Employee: No, it’s more than just that. It’s also messages, file posts, photos you’re tagged in with them, as well as your viewing of their profile and all of that. Essentially, we judge how good of a friend they are to you.
Rumpus: When did Facebook make this change?
Employee: That was actually fairly recently, sometime in the last three months. But other than that, we definitely store snapshots, which is basically a picture of all the data on all of our servers. I want to say we do that every hour, of every day of every week of every month.
Rumpus: So this is every viewable screen?
Employee: It’s way more than that: it’s every viewable screen, with all the data behind every screen. So when we store your photos, we have six versions of your photos. We don’t store the original: we make six different versions on the photo uploader and upload those six versions.
Rumpus: And the difference between them would be sizing, certain areas are zoomed –
Employee: Exactly. Different sizes for the news feed, your profile pic, enlargement.
Rumpus: And these reside on servers in your office?
Employee: No, not in our office.
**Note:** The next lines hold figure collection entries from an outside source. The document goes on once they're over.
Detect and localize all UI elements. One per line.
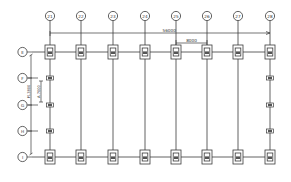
grid-bubble-F: F	[18, 73, 32, 82]
bay-dimension-text: 8000	[186, 38, 197, 43]
column-fill	[111, 156, 115, 159]
column-marker-21-I	[45, 150, 55, 164]
bubble-label: 26	[204, 14, 210, 19]
column-fill	[268, 51, 272, 54]
column-marker-26-E	[202, 45, 212, 59]
column-marker-27-E	[233, 45, 243, 59]
bubble-label: E	[21, 50, 24, 55]
grid-bubble-25: 25	[171, 11, 180, 20]
column-marker-25-I	[171, 150, 181, 164]
bubble-label: 22	[78, 14, 84, 19]
column-fill	[236, 156, 240, 159]
overall-dimension-text: 56000	[163, 28, 177, 33]
column-marker-21-E	[45, 45, 55, 59]
column-marker-24-I	[140, 150, 150, 164]
bubble-label: I	[22, 155, 23, 160]
bubble-label: 28	[267, 14, 273, 19]
column-marker-28-G	[267, 103, 274, 107]
column-marker-24-E	[140, 45, 150, 59]
bubble-label: 25	[173, 14, 179, 19]
column-marker-28-E	[265, 45, 275, 59]
grid-bubbles: 2122232425262728EFGHI	[18, 11, 275, 161]
column-marker-21-G	[47, 103, 54, 107]
grid-bubble-24: 24	[140, 11, 149, 20]
vertical-outer-dimension-text: P13800	[27, 84, 31, 98]
grid-bubble-H: H	[18, 126, 32, 135]
vertical-inner-dimension-text: A 7000	[37, 84, 41, 97]
column-fill	[205, 156, 209, 159]
grid-bubble-21: 21	[45, 11, 54, 20]
grid-plan-canvas: 560008000P13800A 7000 2122232425262728EF…	[0, 0, 291, 182]
column-marker-28-F	[267, 76, 274, 80]
grid-lines	[28, 21, 274, 157]
column-fill	[174, 156, 178, 159]
column-marker-21-H	[47, 129, 54, 133]
column-fill	[79, 51, 83, 54]
column-markers	[45, 45, 275, 164]
column-fill	[48, 130, 52, 132]
column-fill	[268, 104, 272, 106]
column-fill	[236, 51, 240, 54]
column-fill	[268, 77, 272, 79]
column-fill	[174, 51, 178, 54]
column-marker-23-E	[108, 45, 118, 59]
column-fill	[48, 77, 52, 79]
column-marker-28-H	[267, 129, 274, 133]
column-marker-25-E	[171, 45, 181, 59]
grid-bubble-28: 28	[265, 11, 274, 20]
bubble-label: 21	[47, 14, 53, 19]
column-fill	[79, 156, 83, 159]
column-marker-26-I	[202, 150, 212, 164]
column-marker-22-I	[76, 150, 86, 164]
bubble-label: 24	[142, 14, 148, 19]
column-fill	[143, 156, 147, 159]
column-marker-27-I	[233, 150, 243, 164]
grid-bubble-I: I	[18, 152, 32, 161]
column-marker-28-I	[265, 150, 275, 164]
grid-plan-drawing: 560008000P13800A 7000 2122232425262728EF…	[0, 0, 291, 182]
column-fill	[48, 156, 52, 159]
grid-bubble-22: 22	[76, 11, 85, 20]
column-fill	[48, 104, 52, 106]
bubble-label: 27	[235, 14, 241, 19]
grid-bubble-23: 23	[108, 11, 117, 20]
column-fill	[268, 156, 272, 159]
column-fill	[111, 51, 115, 54]
bubble-label: H	[21, 129, 24, 134]
grid-bubble-27: 27	[233, 11, 242, 20]
column-marker-23-I	[108, 150, 118, 164]
column-fill	[205, 51, 209, 54]
grid-bubble-26: 26	[202, 11, 211, 20]
column-fill	[143, 51, 147, 54]
grid-bubble-G: G	[18, 100, 32, 109]
grid-bubble-E: E	[18, 47, 32, 56]
bubble-label: G	[21, 103, 24, 108]
column-fill	[48, 51, 52, 54]
bubble-label: 23	[110, 14, 116, 19]
column-marker-21-F	[47, 76, 54, 80]
column-fill	[268, 130, 272, 132]
column-marker-22-E	[76, 45, 86, 59]
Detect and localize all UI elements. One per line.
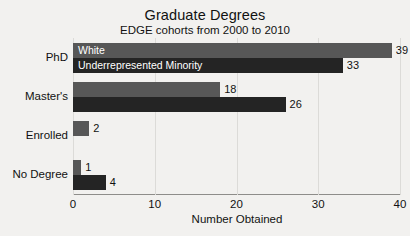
x-tick-label: 30 xyxy=(312,198,325,210)
bar-underrepresented-minority xyxy=(73,97,286,112)
bar-value-label: 1 xyxy=(81,160,91,175)
bar-value-label: 4 xyxy=(106,175,116,190)
bar-row: 18 xyxy=(73,82,400,97)
category-label-phd: PhD xyxy=(0,51,68,63)
bar-underrepresented-minority xyxy=(73,175,106,190)
x-tick-label: 20 xyxy=(230,198,243,210)
chart-title: Graduate Degrees xyxy=(0,7,410,23)
bar-group: 39White33Underrepresented Minority xyxy=(73,43,400,73)
bar-white xyxy=(73,82,220,97)
bar-row: 1 xyxy=(73,160,400,175)
bar-row: 4 xyxy=(73,175,400,190)
x-tick-label: 10 xyxy=(148,198,161,210)
bar-group: 2 xyxy=(73,121,400,151)
category-axis-labels: PhDMaster'sEnrolledNo Degree xyxy=(0,38,68,195)
x-tick-label: 40 xyxy=(394,198,407,210)
bar-value-label: 33 xyxy=(343,58,359,73)
bar-value-label: 18 xyxy=(220,82,236,97)
bar-row: 26 xyxy=(73,97,400,112)
x-axis-title: Number Obtained xyxy=(73,213,401,225)
bar-value-label: 26 xyxy=(286,97,302,112)
category-label-master-s: Master's xyxy=(0,90,68,102)
bar-row xyxy=(73,136,400,151)
graduate-degrees-bar-chart: Graduate Degrees EDGE cohorts from 2000 … xyxy=(0,0,410,236)
legend-label-underrepresented-minority: Underrepresented Minority xyxy=(78,58,202,73)
bar-group: 1826 xyxy=(73,82,400,112)
bar-group: 14 xyxy=(73,160,400,190)
plot-area: 39White33Underrepresented Minority182621… xyxy=(73,38,400,195)
bar-row: 39White xyxy=(73,43,400,58)
bar-row: 33Underrepresented Minority xyxy=(73,58,400,73)
category-label-enrolled: Enrolled xyxy=(0,129,68,141)
bar-white xyxy=(73,121,89,136)
bar-white xyxy=(73,160,81,175)
bar-value-label: 2 xyxy=(89,121,99,136)
legend-label-white: White xyxy=(78,43,105,58)
category-label-no-degree: No Degree xyxy=(0,168,68,180)
chart-subtitle: EDGE cohorts from 2000 to 2010 xyxy=(0,24,410,36)
gridline xyxy=(400,38,401,195)
bar-white xyxy=(73,43,392,58)
bar-value-label: 39 xyxy=(392,43,408,58)
bar-row: 2 xyxy=(73,121,400,136)
x-tick-label: 0 xyxy=(70,198,76,210)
Absolutely not. We have four data centers around the world. There’s one in Santa Clara, one in San Francisco, one in New York and one in London. And in each of those, there are approximately five to eight thousand servers. Each co-location of our servers has essentially the same data on it.
Rumpus: And how many users are you up to now?
Employee: That I can disclose publicly? Two hundred to two hundred twenty million.